Argentine politics, Patricia Bullrichmet with the Uruguayan president, Luis Lacalle Pouin a conversation in which they discussed various regional policy issues.
“I shared a long and interesting meeting in Montevideo with President Luis Lacalle Pou. A great friend of the Argentines,” Bullrich wrote when sharing a photo on Twitter where the former senator and current coordinator of the PRO government team, Federico Pinedo, also appears.
Through a statement, the Argentine politician also assured that “with President Lacalle Pou we think of a common policy open to the world and respect for human rights, where security, prosperity and integration are fundamental for the region.”
“We are going to do much better if we think big and not small, that is why I proposed to the president that, instead of thinking about small advantages for each country, we think about what we can do together. If we want to be a zone of peace for prosperity, we can think of a common regional security policy. To avoid port problems, it is better to think of regional ports and a common policy for the South Atlantic together with Brazil,” added the former Minister of Security during the government of Mauricio Macri, who now flirts politically with much tougher movements such as the of the libertarian Javier Milei.
“We also have challenges to democracy and drug trafficking. Our vision is that of greater regional integration, but open and not closed to the world. Without a doubt, we want to advance in trade agreements to open markets to our producers, starting with the EU (European Union) and continuing with Southeast Asia, India and North Africa. We must have a common policy towards China”, he specified.
Lacalle Pou is one of the leaders who have been most reluctant to ideas to strengthen Mercosur and, in fact, has advanced alone in the negotiation of a Free Trade Agreement between Uruguay and China, leaving aside the route to the community block.
With this move, the Lacalle government breaks the rules of MERCOSUR, the South American bloc made up of Argentina, Brazil, Paraguay (Venezuela is suspended and Bolivia is in the accession process).
now he’s alone
Now, more than ever, Lacalle remains isolated in his attempt to detach Uruguay from the bloc, since he was only partially accompanied by the Brazilian president, Jair Bolsonaro, who suffered a defeat in his bid for re-election against former president Luis Inácio Lula da Silva.
Lula is more akin to the unity of MERCOSUR and another slightly smaller block, UNASUR, which is made up of Bolivia, Guyana, Suriname and Venezuela, but which until 2018 also had Argentina, Brazil, Chile, Colombia, Paraguay and Peru, whose presidents – at that time mostly right-wing and conservative – suspended their participation “in the absence of concrete results that guarantee the proper functioning of the organization.” In that same year, Colombia announced that it was definitively leaving the organization.
Uruguay left in 2020 by decision of Lacalle Pou himself.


When a line of the records contains "strong", copy it.

Entries provided section start

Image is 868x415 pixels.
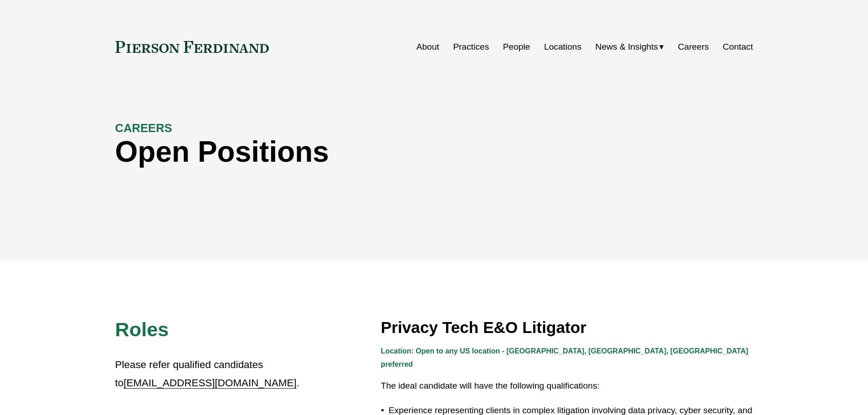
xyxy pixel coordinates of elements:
[595,39,658,55] span: News & Insights
[123,377,296,388] a: [EMAIL_ADDRESS][DOMAIN_NAME]
[678,38,709,56] a: Careers
[453,38,488,56] a: Practices
[416,38,439,56] a: About
[544,38,581,56] a: Locations
[116,355,301,392] p: Please refer qualified candidates to .
[381,378,753,393] p: The ideal candidate will have the following qualifications:
[381,317,753,337] h3: Privacy Tech E&O Litigator
[595,38,664,56] a: folder dropdown
[381,346,750,368] strong: Location: Open to any US location - [GEOGRAPHIC_DATA], [GEOGRAPHIC_DATA], [GEOGRAPHIC_DATA] prefe...
[503,38,530,56] a: People
[116,318,169,340] span: Roles
[116,122,172,135] strong: CAREERS
[116,135,593,168] h1: Open Positions
[722,38,752,56] a: Contact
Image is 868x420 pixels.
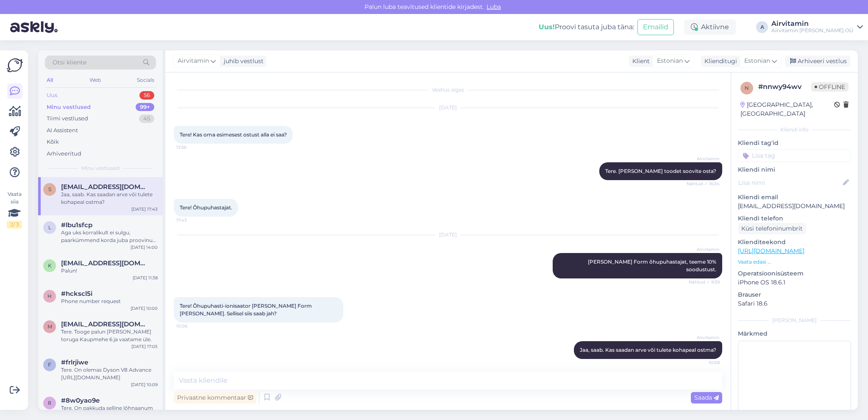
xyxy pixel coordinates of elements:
button: Emailid [637,19,674,35]
span: Tere. [PERSON_NAME] toodet soovite osta? [605,167,716,174]
div: [DATE] [174,104,722,111]
p: Vaata edasi ... [738,258,851,266]
div: Tere. On olemas Dyson V8 Advance [URL][DOMAIN_NAME] [61,366,158,381]
div: Klient [629,57,649,66]
span: Luba [484,3,503,11]
span: l [48,224,51,231]
div: Uus [46,91,57,99]
span: 10:06 [176,323,208,329]
span: k [48,262,52,268]
div: Vaata siia [7,190,22,228]
div: Arhiveeritud [46,149,81,158]
span: Tere! Õhupuhastajat. [180,204,232,210]
span: #hckscl5i [61,290,93,297]
p: Operatsioonisüsteem [738,269,851,278]
div: Privaatne kommentaar [174,392,256,403]
span: Jaa, saab. Kas saadan arve või tulete kohapeal ostma? [579,346,716,353]
span: #lbu1sfcp [61,221,93,228]
p: Safari 18.6 [738,299,851,308]
span: Airvitamin [688,246,719,253]
span: h [47,292,52,299]
input: Lisa tag [738,149,851,162]
div: [DATE] 10:09 [131,381,158,388]
div: [PERSON_NAME] [738,316,851,324]
div: Aga uks korralikult ei sulgu, paarkümmend korda juba proovinud ja sättinud.. et ainult teibiga vi... [61,228,158,244]
p: iPhone OS 18.6.1 [738,278,851,287]
div: Kõik [46,137,59,146]
div: # nnwy94wv [758,82,811,92]
span: #8w0yao9e [61,396,99,404]
span: Saada [694,393,718,401]
div: 99+ [136,103,154,111]
div: Palun! [61,266,158,275]
p: Kliendi email [738,193,851,201]
div: All [45,75,54,85]
span: Estonian [657,56,683,66]
span: maris_20@msn.com [61,320,149,327]
span: 17:43 [176,217,208,223]
p: Kliendi nimi [738,165,851,174]
p: Klienditeekond [738,237,851,246]
span: Airvitamin [177,56,209,66]
div: Kliendi info [738,126,851,133]
div: Web [88,75,102,85]
div: 56 [139,91,154,99]
div: Socials [135,75,156,85]
div: Phone number request [61,297,158,305]
div: Küsi telefoninumbrit [738,223,805,234]
span: s [48,186,51,193]
p: Brauser [738,290,851,299]
div: [DATE] [174,231,722,238]
p: Kliendi telefon [738,214,851,223]
div: Tere. Tooge palun [PERSON_NAME] toruga Kaupmehe 6 ja vaatame üle. [61,327,158,343]
span: kaie666@gmail.com [61,259,149,266]
div: [DATE] 11:38 [132,275,158,281]
div: Aktiivne [684,19,736,35]
div: [DATE] 14:00 [131,244,158,250]
span: m [47,323,52,330]
a: AirvitaminAirvitamin [PERSON_NAME] OÜ [771,20,862,34]
div: [DATE] 17:43 [132,206,158,212]
span: Nähtud ✓ 9:39 [688,279,719,285]
div: [DATE] 17:05 [132,343,158,349]
span: sanderlaas37@gmail.com [61,183,149,191]
span: Airvitamin [688,334,719,340]
div: A [756,21,768,33]
div: Tiimi vestlused [46,115,88,123]
span: n [744,84,749,91]
span: 13:56 [176,144,208,150]
div: Airvitamin [PERSON_NAME] OÜ [771,27,853,34]
div: [DATE] 10:00 [131,305,158,311]
span: 10:08 [688,359,719,366]
span: Airvitamin [688,155,719,162]
div: Klienditugi [701,57,736,66]
img: Askly Logo [7,57,23,73]
div: Jaa, saab. Kas saadan arve või tulete kohapeal ostma? [61,191,158,206]
span: Offline [811,82,848,92]
span: [PERSON_NAME] Form õhupuhastajat, teeme 10% soodustust. [588,258,718,272]
div: juhib vestlust [220,57,263,66]
div: Airvitamin [771,20,853,27]
p: Kliendi tag'id [738,138,851,147]
p: Märkmed [738,329,851,338]
span: Tere! Kas oma esimesest ostust alla ei saa? [180,132,287,137]
div: Arhiveeri vestlus [784,55,850,67]
div: 45 [139,115,154,123]
div: [GEOGRAPHIC_DATA], [GEOGRAPHIC_DATA] [740,101,834,118]
input: Lisa nimi [738,178,841,187]
div: Tere. On pakkuda selline lõhnaanum hinnaga 7 euri, kui tulete kohapealt ostma. Saatmisel lisandub... [61,404,158,419]
div: Minu vestlused [46,103,91,111]
p: [EMAIL_ADDRESS][DOMAIN_NAME] [738,201,851,210]
span: 8 [48,400,51,405]
span: Otsi kliente [53,58,86,67]
div: Proovi tasuta juba täna: [539,22,634,32]
div: 2 / 3 [7,221,22,228]
b: Uus! [539,23,554,31]
div: AI Assistent [46,126,78,135]
span: Tere! Õhupuhasti-ionisaator [PERSON_NAME] Form [PERSON_NAME]. Sellisel siis saab jah? [180,302,313,316]
span: f [48,362,51,367]
span: Nähtud ✓ 16:34 [686,180,719,187]
span: Minu vestlused [81,164,119,172]
span: #frlrjiwe [61,358,88,366]
div: Vestlus algas [174,86,722,93]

Entries provided section end

**Output of the exercise**.
[381,346,750,368] strong: Location: Open to any US location - [GEOGRAPHIC_DATA], [GEOGRAPHIC_DATA], [GEOGRAPHIC_DATA] prefe...
[116,122,172,135] strong: CAREERS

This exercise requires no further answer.